Part of the problem is that we have been too sucessful
Look back in time, I know it is a difficult thing for many, especially those on the younger end of thing to think that anything in the past actually has any relevance to their lives, but try anyway.
Was there an illegal immigration problem in the past? And was it foreign workers "stealing" American's jobs? Were there jobs that Americans "won't do? Not really, or not much, if any. Look back to the Depression years, before there were social programs, and you will see that there were no jobs Americans wouldn't do, and for next to nothing for wages. Because the alternative was exactly that, nothing. Soup kitchens and churches meant few people actually starved to death, but beyond that, you had to work. Handouts were demeaning. Like unwed pregnancy, in those days if you couldn't provde for yourself and your family and had to accept charity, there was a social stigma attached.
Jump forward to the post war boom economy, and see the children of even those doing well working for their spending money. Summer jobs, farm work, paper routes and selling cookies. All this and more as an introduction to working class life. The parents, who remembered when times were bad, generally insured that the children knew what it meant to have to earn a living.
Jump forward some more, and see the children of the well off no longer working, but playing, using Daddy's money to go to college, and for their fun. See social programs, begun with the best of intentions, to help the poor, ballooning into huge entitlements, because even the poor have votes.
See wages and benefits fought over and won by previous generations of union workers now mandated by law for everyone.
Anybody out there know why businesses offer health care insurance for their workers? Anybody know when this started? And why? Today many people think it is their "right" as full time employees, but does anyone remember how it come about that workers got not only wages but benefit packages as well?
I'll give you some time to answer.
Foreign labor doing the jobs that American won't do? Yep. Kind of. They are doing the jobs that Americans used to have to do, and don't have to today. We have always used large numbers of immigrants in our labor force, the big difference today is that they can come here, work, send the money back home, and leave when they have made enough, or the work is done.
They used to say that the railroads were built on tea. Tea for the Irish immigrants who built the railroads from the east to the west, and tea for the Chinese who built the railroads from the west to the east. One big difference between then and now is that then, the immigrants stayed on in the USA, becoming citizens, raising their familires to be Americans, chasing the American dream, and often catching it. The people seen as a problem today are not immigrants coming here to live and work permanently, they are migrant workers. Migrant workers who don't assimilate into our general society. They don't need to. And because, as a group, they don't appear to try to assimilate, this breeds resentment among some here, while others go as far as they can to make things easier, so they don't need to assimilate.
Is it just because we are more understanding of others feelings today than we used to be, that we have a greater sympathy for the immigrants today than our forefathers did ? All the other non-English speaking immigrant groups were encouraged or even forced by our society to learn English in order to get along and to do business, but not those today speaking Spanish. All the ethnic groups had their neighborhoods, and their local businesses where their native languages were spoken as a matter of course, and still do even today, but only the Spanish speakers have made much of the US nearly bi-lingual. The western half of the US has gone farther on this route than the eastern half, but the influence is spreading there also.
While there is something to be said for helping people who don't speak English get along in the US, there is also a valid reason why people ought to learn the language of the country they live in, as much as they can, as well as they can, and as rapidly as they can. It's just the polite thing to do.
So, we have an immigrant (migrant/temporary/just visiting) workforce, many of whom do not speak English well, if at all, the feeling among large numbers of US citizens that they are "stealing jobs" and that their lack of English skills is deliberate rudeness, that even though they do work (and work hard) at the crappiest jobs for the lowest wages, many feel that they are taking advantage of our system, and being given preferential treatment and benefits denied to poor (usually white) Americans. No wonder it is such a touchy subject.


### Exercise objective
Below is a block of entries, which should be copied verbatim apart from the pictures.
(Exercise input Opens)
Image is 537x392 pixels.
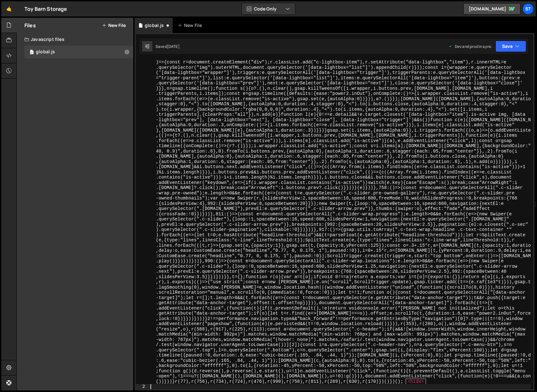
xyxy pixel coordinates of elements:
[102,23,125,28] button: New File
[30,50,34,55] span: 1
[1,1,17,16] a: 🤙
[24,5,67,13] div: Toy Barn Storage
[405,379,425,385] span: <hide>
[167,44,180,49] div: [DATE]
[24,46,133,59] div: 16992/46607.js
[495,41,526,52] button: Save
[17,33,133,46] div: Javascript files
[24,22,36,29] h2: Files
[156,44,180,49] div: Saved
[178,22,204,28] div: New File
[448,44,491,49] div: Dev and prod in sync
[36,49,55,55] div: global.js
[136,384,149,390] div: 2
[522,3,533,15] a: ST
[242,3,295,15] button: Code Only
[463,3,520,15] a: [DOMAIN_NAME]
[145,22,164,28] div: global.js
(Exercise input Closes)
### Finished exercise
Image is 537x392 pixels.
xyxy pixel coordinates of elements:
[102,23,125,28] button: New File
[30,50,34,55] span: 1
[1,1,17,16] a: 🤙
[24,5,67,13] div: Toy Barn Storage
[405,379,425,385] span: <hide>
[167,44,180,49] div: [DATE]
[24,46,133,59] div: 16992/46607.js
[495,41,526,52] button: Save
[17,33,133,46] div: Javascript files
[24,22,36,29] h2: Files
[156,44,180,49] div: Saved
[178,22,204,28] div: New File
[448,44,491,49] div: Dev and prod in sync
[36,49,55,55] div: global.js
[136,384,149,390] div: 2
[522,3,533,15] a: ST
[242,3,295,15] button: Code Only
[463,3,520,15] a: [DOMAIN_NAME]
[145,22,164,28] div: global.js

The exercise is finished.